None of those killed are named in the document – either civilians or alleged or known militants. Even where prominent militant commanders were killed – such as Baitullah Mehsud, head of the Pakistan Taliban (TTP), who died in August 2009 – no reference is made to the target.

Reports of civilian deaths also disappear entirely for most of 2009, after President Obama took office.

In part this is because officials occasionally note that ‘details of casualties are yet to be ascertained.’ But many credible reports of civilian deaths are simply missing.

The Bureau’s own research shows that civilian deaths have been credibly reported in at least 17 of the 53 CIA drone strikes in Obama’s first year in office.

Yet FATA officials report civilian deaths in only three incidents in 2009.

On January 23 that year, for example, the secret file notes only that five people died in a strike in South Waziristan – with no indication of civilian deaths.

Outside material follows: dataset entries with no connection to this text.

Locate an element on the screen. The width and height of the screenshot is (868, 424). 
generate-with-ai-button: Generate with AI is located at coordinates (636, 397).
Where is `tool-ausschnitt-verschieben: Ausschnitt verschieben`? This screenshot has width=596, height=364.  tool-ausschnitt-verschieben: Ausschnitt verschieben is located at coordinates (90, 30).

However, a letter from the South Waziristan Political Agency – obtained in 2010 by  the Center for Civilians in Conflict (right) – clearly notes four civilian deaths in that attack. President Obama is also reported to have  been informed of civilian deaths in this and another strike on the same day.

For the years 2006 to 2008, the internal document far more closely matches media reports of civilian deaths. Yet measured against the public record, it is unclear why references to civilian deaths in the report disappear almost entirely after Obama’s election.

‘No such documents’
Ambassador Rustan Shah Mohmand, who was a senior administrator in the tribal areas for 25 years between 1973 and 1998, cautions that the released file might not be the fullest data available.

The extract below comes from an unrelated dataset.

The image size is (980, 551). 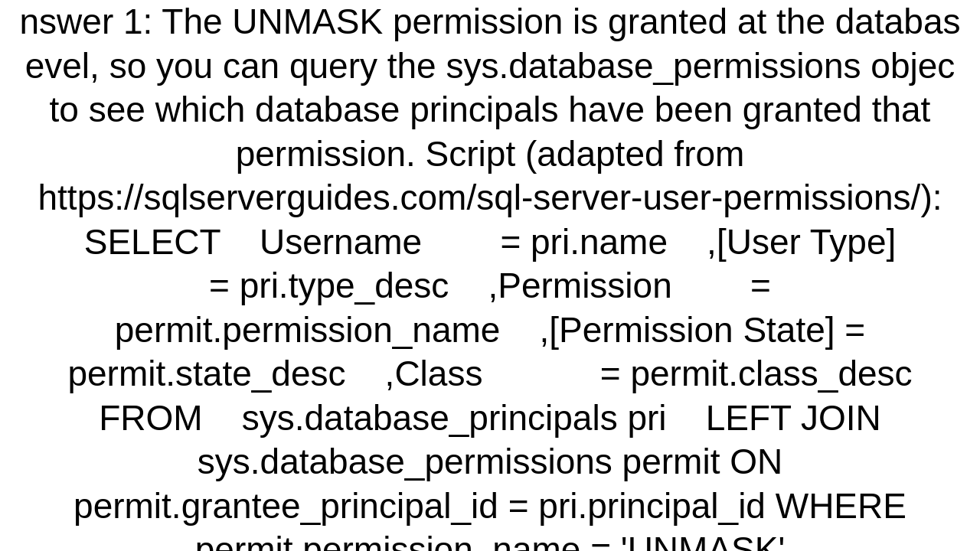 What do you see at coordinates (490, 374) in the screenshot?
I see `line-9: permit.state_desc ,Class = permit.class_…` at bounding box center [490, 374].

Noting that Pakistan’s military is responsible for security in FATA, he told the Bureau: ‘Tribal documents might present a broad picture. But any accuracy is dependent on what data the military chooses to release to or withhold from the political agents. In the last eight years, for example, no precise casualty figures have ever been submitted to Pakistan’s parliament.’

Rumours have been circulating for many months of internal Pakistani documents detailing drone strike casualties. The Chief Justice of the Peshawar High Court, Dost Muhammad Khan, began demanding in mid 2012 that the FATA Secretariat release all casualty data it held.

Khan presided over a successful civil case against the CIA brought by the  Foundation for Fundamental Rights. FATA officials at first claimed that  no such internal documents existed, though in August 2012 an official  presented the court with limited details of CIA strikes up to 2008.

In his  final judgment Chief Justice Khan, citing ‘Political Authorities’ in FATA, said that 896 civilians had been killed by the CIA between 2007 and 2012 in North Waziristan, with a further 533 civilian deaths in South Waziristan.